Nonholonomic System - Examples - The Foucault Pendulum

The Foucault Pendulum

The classic example of a nonholonomic system is the Foucault pendulum. In the local coordinate frame the pendulum is swinging in a vertical plane with a particular orientation with respect to geographic north at the outset of the path. The implicit trajectory of the system is the line of latitude on the earth where the pendulum is located. Even though the pendulum is stationary in the earth frame, it is moving in a frame referred to the sun and rotating in synchrony with the Earth's rate of revolution, so that the only apparent motion of the pendulum is that caused by the rotation of the earth. This latter frame is considered to be an inertial reference frame, although it too is non-inertial in more subtle ways. The earth frame is well known to be non-inertial, a fact made perceivable by the apparent presence of centrifugal and Coriolis forces.

Motion along the line of latitude is parameterized by the passage of time, and the Foucault pendulum's plane of oscillation appears to rotate about the local vertical axis as time passes. The angle of rotation of this plane at a time t with respect to the initial orientation is the anholonomy of the system. The anholonomy induced by a complete circuit of latitude is proportional to the solid angle subtended by that circle of latitude. The path need not be constrained to latitude circles. For example, the pendulum might be mounted in an airplane. The anholonomy is still proportional to the solid angle subtended by the path, which may now be quite irregular. The Foucault pendulum is a physical example of parallel transport.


» **Directions**: Each entry below should appear again exactly as written, without pictures.

[Figure dataset records]
-=-=-

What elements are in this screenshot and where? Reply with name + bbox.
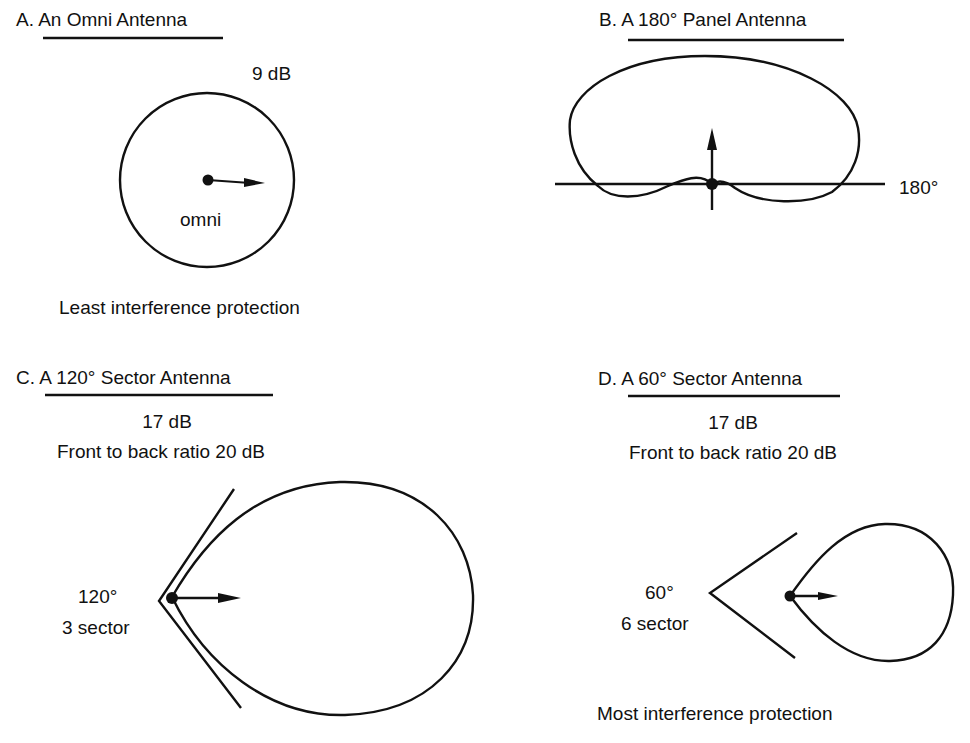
- panel-antenna-dot: [706, 178, 718, 190]
- panel-c-prefix: C.: [16, 367, 35, 388]
- panel-beam-label: 180°: [899, 178, 938, 197]
- panel-d-prefix: D.: [598, 368, 617, 389]
- sector-120-count-label: 3 sector: [62, 618, 130, 637]
- sector-60-ratio-label: Front to back ratio 20 dB: [629, 443, 837, 462]
- panel-d-title-text: A 60° Sector Antenna: [621, 368, 802, 389]
- panel-a-title-text: An Omni Antenna: [38, 9, 187, 30]
- sector-60-antenna-dot: [785, 591, 796, 602]
- sector-120-antenna-dot: [166, 592, 178, 604]
- sector-60-lobe: [790, 524, 953, 661]
- panel-d-title: D. A 60° Sector Antenna: [598, 369, 802, 388]
- panel-c-title: C. A 120° Sector Antenna: [16, 368, 231, 387]
- sector-60-angle-label: 60°: [645, 583, 674, 602]
- sector-120-gain-label: 17 dB: [142, 412, 192, 431]
- omni-arrow-icon: [244, 178, 265, 187]
- panel-b-prefix: B.: [599, 9, 617, 30]
- panel-a-title: A. An Omni Antenna: [16, 10, 187, 29]
- omni-pattern-label: omni: [180, 210, 221, 229]
- sector-120-angle-label: 120°: [78, 587, 117, 606]
- sector-120-ratio-label: Front to back ratio 20 dB: [57, 442, 265, 461]
- sector-60-count-label: 6 sector: [621, 614, 689, 633]
- sector-60-gain-label: 17 dB: [708, 413, 758, 432]
- panel-b-title-text: A 180° Panel Antenna: [621, 9, 806, 30]
- omni-gain-label: 9 dB: [252, 64, 291, 83]
- sector-120-arrow-icon: [218, 593, 241, 603]
- sector-60-bounds: [710, 533, 797, 658]
- omni-caption: Least interference protection: [59, 298, 300, 317]
- sector-60-arrow-icon: [818, 592, 838, 600]
- sector-60-caption: Most interference protection: [597, 704, 833, 723]
- panel-b-title: B. A 180° Panel Antenna: [599, 10, 806, 29]
- panel-c-title-text: A 120° Sector Antenna: [39, 367, 230, 388]
- panel-a-prefix: A.: [16, 9, 34, 30]
- panel-arrow-icon: [707, 128, 717, 150]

-=-=-

» **Task response**:
What elements are in this screenshot and where? Reply with name + bbox.
- panel-antenna-dot: [706, 178, 718, 190]
- panel-c-prefix: C.: [16, 367, 35, 388]
- panel-beam-label: 180°: [899, 178, 938, 197]
- panel-d-prefix: D.: [598, 368, 617, 389]
- sector-120-count-label: 3 sector: [62, 618, 130, 637]
- sector-60-ratio-label: Front to back ratio 20 dB: [629, 443, 837, 462]
- panel-d-title-text: A 60° Sector Antenna: [621, 368, 802, 389]
- panel-a-title-text: An Omni Antenna: [38, 9, 187, 30]
- sector-60-antenna-dot: [785, 591, 796, 602]
- sector-120-antenna-dot: [166, 592, 178, 604]
- sector-60-lobe: [790, 524, 953, 661]
- panel-d-title: D. A 60° Sector Antenna: [598, 369, 802, 388]
- panel-c-title: C. A 120° Sector Antenna: [16, 368, 231, 387]
- sector-60-angle-label: 60°: [645, 583, 674, 602]
- sector-120-gain-label: 17 dB: [142, 412, 192, 431]
- omni-arrow-icon: [244, 178, 265, 187]
- panel-b-prefix: B.: [599, 9, 617, 30]
- panel-a-title: A. An Omni Antenna: [16, 10, 187, 29]
- omni-pattern-label: omni: [180, 210, 221, 229]
- sector-120-angle-label: 120°: [78, 587, 117, 606]
- sector-120-ratio-label: Front to back ratio 20 dB: [57, 442, 265, 461]
- sector-60-count-label: 6 sector: [621, 614, 689, 633]
- sector-60-gain-label: 17 dB: [708, 413, 758, 432]
- panel-b-title-text: A 180° Panel Antenna: [621, 9, 806, 30]
- omni-gain-label: 9 dB: [252, 64, 291, 83]
- sector-120-arrow-icon: [218, 593, 241, 603]
- sector-60-bounds: [710, 533, 797, 658]
- omni-caption: Least interference protection: [59, 298, 300, 317]
- sector-60-arrow-icon: [818, 592, 838, 600]
- sector-60-caption: Most interference protection: [597, 704, 833, 723]
- panel-b-title: B. A 180° Panel Antenna: [599, 10, 806, 29]
- panel-c-title-text: A 120° Sector Antenna: [39, 367, 230, 388]
- panel-a-prefix: A.: [16, 9, 34, 30]
- panel-arrow-icon: [707, 128, 717, 150]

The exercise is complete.